Legal Opinions - Maryland Court of Appeals: April 28, 2008

Daily Record, The (Baltimore), Apr 28, 2008

The Maryland General Assembly's omission of the term "fictitious person" further persuaded the Court that the Legislature did not prohibit the use of a fictitious person's identity within the meaning of CR [section]8-301(c).

Finally, the Court's interpretation of CR [section]8-301(c) is consistent with the statute's legislative history. Although CR [section]8-301(b) and (c) define separate crimes, the structure of CR [section]8-301 indicates that the Legislature intended to prohibit, in [section]8-301(c), the use of the same information it prohibited obtaining or possessing in [section]8-301(b).

DISSENT: The dissent believed that the majority's conclusion that the phrase "identity of another" is ambiguous was error and that the evidence in this case was clearly sufficient to convict Ishola of identity theft.

Criminal Law

Jury Instructions

BOTTOM LINE: Trial court's refusal to give a requested jury instruction on credibility of a drug user or drug addict witness was not error.

CASE: Desmond Ellison Dickey v. State of Maryland, No. 23, September Term, 2007 (decided Apr. 15, 2008) (Judges Bell, RAKER, Harrell, Battaglia, Eldridge (retired, specially assigned), Wilner (retired, specially assigned) & Cathell (retired, specially assigned).

FACTS: Desmond Dickey was indicted by the grand jury for the offenses of first degree murder, attempted first degree murder, conspiracy to commit murder, and related charges. The charges arose from a shooting that resulted in the death of Anthony Carlest and the wounding of his cousin, Melvin McCallister.

The primary issue in the case was the identification of the shooter and the main defense was misidentification. The State's case was based primarily on the testimony of McCallister and three bystanders who were present during the shooting.

Earl Price, the witness whose testimony was the subject of the appeal, testified that he knew both Tucker and Dickey as long-time acquaintances. At around 2:30 p.m. on the day of the shooting, Price was walking on Edmondson Avenue and heard gunshots. He stated that he saw Dickey and Tucker behind a light colored car moving towards the intersection and that Tucker was pointing towards the car while Dickey was kneeling or bending down.

He said at first that he could not tell what was in their hands. After reviewing a transcript of his taped statement from October 2001, however, he testified that he saw Dickey kneeling with his arm extended, and that he had seen "something black" in Dickey's right hand and that he had written on the back of a photo of Dickey after picking him out in a photo array,

"I saw him stooping down pointing in the area of the car with something black [in] this [right] hand. ..." Price testified that he did not know if the object was a gun or whether Dickey was shooting at the car, but upon review of notes from a February 2004 interview with police, he later stated that he saw "Dezzy kneeling down and shooting at Franklin and Pulaski," that the shooting was over by the time Dickey lowered his arm, and that Dickey and Tucker then ran away from the car.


Find every line in the material below with the string "interactable" and state how many there are, with no other text.

====== Material to process

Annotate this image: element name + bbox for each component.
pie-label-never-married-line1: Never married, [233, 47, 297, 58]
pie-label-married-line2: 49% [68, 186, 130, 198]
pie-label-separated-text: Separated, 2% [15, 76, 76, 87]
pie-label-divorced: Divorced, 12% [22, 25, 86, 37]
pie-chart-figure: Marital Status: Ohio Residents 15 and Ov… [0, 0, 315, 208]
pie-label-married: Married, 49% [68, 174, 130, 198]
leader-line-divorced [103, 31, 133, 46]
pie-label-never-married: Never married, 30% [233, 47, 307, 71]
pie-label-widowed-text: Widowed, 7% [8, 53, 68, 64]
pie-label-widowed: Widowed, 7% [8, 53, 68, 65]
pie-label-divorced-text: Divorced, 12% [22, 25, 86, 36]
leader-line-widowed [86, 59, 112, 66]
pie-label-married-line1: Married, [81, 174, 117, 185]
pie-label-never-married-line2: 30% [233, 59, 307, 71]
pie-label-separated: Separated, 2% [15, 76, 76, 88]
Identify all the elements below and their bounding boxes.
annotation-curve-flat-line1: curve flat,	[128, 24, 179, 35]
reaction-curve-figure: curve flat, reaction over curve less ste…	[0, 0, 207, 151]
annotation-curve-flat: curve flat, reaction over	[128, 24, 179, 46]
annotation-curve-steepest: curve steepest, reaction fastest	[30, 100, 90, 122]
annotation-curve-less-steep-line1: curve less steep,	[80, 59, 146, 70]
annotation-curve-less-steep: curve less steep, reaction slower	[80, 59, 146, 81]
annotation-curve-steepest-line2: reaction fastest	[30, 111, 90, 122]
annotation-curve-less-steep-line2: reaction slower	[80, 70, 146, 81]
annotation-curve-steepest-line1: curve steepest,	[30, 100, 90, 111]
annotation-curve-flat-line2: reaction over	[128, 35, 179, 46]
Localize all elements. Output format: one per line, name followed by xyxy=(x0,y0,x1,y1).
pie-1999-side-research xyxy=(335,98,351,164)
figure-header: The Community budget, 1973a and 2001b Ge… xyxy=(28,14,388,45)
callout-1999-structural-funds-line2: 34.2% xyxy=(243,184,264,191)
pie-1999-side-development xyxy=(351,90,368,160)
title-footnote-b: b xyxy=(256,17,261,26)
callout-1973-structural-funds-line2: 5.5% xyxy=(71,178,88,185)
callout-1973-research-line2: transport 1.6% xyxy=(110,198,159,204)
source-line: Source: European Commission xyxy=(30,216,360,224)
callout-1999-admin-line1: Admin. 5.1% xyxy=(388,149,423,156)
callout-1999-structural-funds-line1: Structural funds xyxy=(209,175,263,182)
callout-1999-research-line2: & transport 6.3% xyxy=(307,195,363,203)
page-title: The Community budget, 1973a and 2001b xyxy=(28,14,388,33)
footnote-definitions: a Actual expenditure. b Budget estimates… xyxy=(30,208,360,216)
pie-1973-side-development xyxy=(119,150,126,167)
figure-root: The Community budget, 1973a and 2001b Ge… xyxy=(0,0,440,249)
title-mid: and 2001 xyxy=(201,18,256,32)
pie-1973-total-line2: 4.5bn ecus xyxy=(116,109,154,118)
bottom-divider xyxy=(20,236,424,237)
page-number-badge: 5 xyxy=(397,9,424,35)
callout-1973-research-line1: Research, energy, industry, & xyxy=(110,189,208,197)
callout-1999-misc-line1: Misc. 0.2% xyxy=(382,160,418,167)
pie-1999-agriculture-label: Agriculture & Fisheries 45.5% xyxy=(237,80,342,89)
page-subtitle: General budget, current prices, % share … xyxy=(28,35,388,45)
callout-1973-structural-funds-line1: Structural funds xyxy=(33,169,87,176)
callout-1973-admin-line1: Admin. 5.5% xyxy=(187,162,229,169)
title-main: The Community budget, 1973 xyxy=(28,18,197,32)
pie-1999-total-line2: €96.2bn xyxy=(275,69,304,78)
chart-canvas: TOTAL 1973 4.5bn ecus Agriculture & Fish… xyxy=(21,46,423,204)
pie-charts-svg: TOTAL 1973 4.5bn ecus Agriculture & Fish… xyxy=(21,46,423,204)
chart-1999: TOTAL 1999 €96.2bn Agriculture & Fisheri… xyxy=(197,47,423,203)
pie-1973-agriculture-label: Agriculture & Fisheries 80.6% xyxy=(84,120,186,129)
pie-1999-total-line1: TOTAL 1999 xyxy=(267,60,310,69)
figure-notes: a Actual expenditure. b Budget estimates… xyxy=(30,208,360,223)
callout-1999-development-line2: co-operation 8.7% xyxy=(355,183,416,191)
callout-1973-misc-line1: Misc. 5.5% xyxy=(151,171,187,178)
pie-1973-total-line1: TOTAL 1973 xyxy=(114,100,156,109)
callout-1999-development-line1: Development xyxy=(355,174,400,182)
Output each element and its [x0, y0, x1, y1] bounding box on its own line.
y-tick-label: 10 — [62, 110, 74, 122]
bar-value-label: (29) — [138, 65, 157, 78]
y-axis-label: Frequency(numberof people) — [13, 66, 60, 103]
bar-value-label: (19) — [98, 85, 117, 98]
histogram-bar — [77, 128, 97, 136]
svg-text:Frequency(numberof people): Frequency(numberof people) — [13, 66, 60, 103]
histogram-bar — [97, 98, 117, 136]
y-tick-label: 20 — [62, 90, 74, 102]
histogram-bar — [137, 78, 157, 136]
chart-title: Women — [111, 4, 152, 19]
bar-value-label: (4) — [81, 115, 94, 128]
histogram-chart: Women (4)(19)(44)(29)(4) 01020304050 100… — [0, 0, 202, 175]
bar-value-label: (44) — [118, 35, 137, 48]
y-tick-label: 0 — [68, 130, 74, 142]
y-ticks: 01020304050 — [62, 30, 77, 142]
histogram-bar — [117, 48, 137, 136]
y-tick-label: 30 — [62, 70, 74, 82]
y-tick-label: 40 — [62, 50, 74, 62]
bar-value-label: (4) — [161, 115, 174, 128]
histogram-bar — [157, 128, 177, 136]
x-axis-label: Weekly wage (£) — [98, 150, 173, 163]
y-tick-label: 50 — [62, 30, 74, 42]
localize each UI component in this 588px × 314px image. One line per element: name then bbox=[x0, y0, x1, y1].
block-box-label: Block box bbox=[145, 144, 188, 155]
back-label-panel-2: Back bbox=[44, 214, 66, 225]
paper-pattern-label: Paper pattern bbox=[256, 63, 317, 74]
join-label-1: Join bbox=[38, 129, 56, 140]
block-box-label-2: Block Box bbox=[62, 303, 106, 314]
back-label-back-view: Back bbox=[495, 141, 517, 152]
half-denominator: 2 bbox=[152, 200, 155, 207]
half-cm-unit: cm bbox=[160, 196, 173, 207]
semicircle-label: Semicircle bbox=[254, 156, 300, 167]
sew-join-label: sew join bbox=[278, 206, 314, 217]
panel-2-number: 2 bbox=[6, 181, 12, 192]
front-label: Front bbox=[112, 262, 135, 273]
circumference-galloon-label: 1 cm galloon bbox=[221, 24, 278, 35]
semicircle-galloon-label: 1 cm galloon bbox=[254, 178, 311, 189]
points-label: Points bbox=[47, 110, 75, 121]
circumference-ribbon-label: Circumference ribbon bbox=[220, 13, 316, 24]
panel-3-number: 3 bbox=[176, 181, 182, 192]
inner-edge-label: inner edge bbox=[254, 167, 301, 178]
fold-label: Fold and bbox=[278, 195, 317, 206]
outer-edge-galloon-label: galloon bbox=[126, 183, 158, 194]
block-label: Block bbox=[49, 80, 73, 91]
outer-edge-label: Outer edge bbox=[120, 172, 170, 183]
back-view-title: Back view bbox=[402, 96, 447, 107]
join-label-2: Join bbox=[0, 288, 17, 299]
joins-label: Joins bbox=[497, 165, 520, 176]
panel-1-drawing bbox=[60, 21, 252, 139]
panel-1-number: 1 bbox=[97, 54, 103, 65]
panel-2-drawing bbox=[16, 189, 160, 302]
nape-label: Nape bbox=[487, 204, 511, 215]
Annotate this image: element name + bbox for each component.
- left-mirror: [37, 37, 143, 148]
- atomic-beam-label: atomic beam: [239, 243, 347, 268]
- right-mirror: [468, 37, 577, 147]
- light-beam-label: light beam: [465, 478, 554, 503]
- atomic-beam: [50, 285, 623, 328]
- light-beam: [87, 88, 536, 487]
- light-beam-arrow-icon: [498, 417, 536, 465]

============
====== Material to process

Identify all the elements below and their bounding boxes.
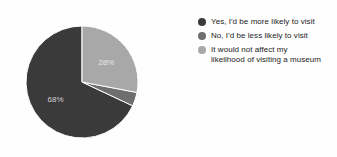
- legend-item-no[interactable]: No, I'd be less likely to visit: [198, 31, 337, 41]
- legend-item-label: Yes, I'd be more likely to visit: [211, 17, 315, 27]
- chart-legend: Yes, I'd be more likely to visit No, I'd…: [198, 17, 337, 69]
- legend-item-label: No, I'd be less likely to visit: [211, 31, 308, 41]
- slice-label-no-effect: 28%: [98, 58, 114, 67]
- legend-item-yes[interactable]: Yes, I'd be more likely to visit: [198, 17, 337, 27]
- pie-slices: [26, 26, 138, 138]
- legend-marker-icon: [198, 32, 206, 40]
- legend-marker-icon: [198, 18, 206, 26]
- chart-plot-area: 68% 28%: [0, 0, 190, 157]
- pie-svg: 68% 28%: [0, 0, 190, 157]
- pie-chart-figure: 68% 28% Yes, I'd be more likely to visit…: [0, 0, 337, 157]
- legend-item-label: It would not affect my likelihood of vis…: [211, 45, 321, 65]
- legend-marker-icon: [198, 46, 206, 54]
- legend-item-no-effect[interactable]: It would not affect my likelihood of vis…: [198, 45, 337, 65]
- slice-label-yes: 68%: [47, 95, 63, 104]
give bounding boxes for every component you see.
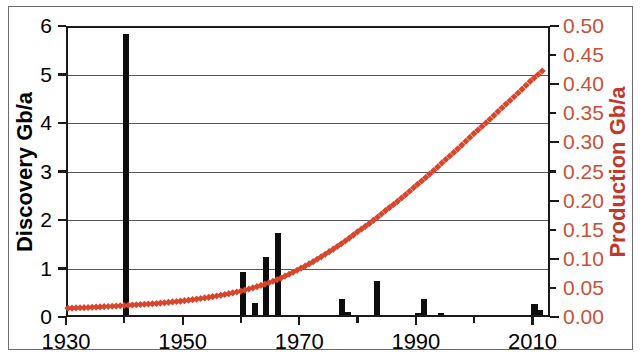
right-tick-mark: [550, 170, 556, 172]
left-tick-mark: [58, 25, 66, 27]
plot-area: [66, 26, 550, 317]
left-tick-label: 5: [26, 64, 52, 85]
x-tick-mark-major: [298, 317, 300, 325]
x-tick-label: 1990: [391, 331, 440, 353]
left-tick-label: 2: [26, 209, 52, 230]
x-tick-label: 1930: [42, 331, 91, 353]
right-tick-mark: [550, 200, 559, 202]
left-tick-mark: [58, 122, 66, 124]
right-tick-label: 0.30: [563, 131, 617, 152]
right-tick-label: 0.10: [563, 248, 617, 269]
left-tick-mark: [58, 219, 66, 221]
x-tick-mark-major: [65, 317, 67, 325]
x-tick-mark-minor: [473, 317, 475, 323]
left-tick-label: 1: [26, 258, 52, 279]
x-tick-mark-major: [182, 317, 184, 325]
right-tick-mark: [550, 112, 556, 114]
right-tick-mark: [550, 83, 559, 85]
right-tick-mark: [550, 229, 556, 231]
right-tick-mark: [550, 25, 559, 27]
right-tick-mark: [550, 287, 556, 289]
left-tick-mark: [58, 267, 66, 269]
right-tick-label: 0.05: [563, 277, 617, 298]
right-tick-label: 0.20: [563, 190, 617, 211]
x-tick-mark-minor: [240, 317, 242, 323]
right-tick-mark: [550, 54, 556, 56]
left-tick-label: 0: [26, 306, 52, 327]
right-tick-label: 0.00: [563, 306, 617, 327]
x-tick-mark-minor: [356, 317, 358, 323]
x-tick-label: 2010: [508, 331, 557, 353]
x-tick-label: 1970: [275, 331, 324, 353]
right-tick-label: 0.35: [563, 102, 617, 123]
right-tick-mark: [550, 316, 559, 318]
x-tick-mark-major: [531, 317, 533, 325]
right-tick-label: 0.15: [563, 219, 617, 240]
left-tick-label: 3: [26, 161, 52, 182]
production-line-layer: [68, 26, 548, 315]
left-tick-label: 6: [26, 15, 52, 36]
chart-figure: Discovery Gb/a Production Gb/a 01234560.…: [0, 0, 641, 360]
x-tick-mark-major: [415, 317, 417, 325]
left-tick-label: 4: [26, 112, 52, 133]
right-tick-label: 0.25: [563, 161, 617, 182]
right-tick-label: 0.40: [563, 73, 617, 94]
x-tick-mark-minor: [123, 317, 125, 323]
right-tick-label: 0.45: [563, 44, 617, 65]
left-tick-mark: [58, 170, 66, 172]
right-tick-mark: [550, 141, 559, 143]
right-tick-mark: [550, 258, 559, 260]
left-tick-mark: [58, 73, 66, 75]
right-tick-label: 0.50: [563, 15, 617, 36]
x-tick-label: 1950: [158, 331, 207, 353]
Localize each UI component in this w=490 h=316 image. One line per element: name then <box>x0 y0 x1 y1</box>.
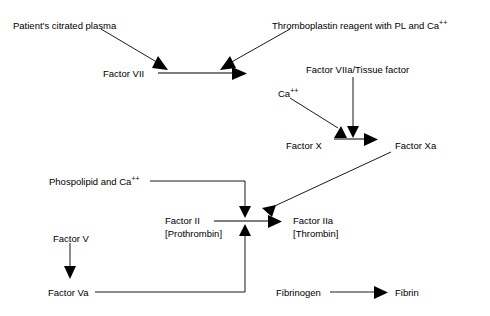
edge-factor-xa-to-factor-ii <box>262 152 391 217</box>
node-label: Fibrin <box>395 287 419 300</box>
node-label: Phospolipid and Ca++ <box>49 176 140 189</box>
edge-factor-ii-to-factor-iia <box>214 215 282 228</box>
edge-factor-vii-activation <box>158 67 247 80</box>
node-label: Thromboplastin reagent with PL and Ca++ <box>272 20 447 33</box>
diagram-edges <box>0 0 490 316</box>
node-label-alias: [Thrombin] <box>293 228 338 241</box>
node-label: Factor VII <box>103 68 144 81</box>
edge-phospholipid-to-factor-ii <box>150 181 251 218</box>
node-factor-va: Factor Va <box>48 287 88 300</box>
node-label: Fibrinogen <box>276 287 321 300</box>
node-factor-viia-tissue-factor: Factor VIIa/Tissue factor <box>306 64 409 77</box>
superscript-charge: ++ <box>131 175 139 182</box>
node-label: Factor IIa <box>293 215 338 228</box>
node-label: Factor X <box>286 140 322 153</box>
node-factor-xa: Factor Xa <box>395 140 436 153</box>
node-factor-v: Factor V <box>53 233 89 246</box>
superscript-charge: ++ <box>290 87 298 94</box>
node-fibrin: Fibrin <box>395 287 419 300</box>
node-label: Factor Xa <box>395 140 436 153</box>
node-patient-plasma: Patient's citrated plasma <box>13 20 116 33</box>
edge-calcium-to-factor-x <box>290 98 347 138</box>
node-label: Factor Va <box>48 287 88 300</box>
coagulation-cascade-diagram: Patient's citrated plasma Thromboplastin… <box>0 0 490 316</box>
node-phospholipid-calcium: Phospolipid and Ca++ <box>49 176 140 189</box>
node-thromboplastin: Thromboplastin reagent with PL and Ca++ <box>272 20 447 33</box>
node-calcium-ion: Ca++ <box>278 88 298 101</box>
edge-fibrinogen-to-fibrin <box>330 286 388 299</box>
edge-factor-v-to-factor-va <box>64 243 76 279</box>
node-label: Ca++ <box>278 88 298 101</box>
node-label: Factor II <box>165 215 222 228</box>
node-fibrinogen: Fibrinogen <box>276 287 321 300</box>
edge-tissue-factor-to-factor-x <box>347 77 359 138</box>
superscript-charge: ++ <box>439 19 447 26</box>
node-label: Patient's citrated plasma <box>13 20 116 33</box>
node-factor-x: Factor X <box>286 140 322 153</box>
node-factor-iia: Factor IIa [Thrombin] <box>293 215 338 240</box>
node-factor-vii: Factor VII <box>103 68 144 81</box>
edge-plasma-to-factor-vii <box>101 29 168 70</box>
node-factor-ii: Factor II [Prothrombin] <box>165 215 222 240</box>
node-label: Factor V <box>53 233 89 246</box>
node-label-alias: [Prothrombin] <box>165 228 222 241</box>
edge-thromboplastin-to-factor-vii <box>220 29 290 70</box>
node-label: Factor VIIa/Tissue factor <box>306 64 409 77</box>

============

» Output below:
3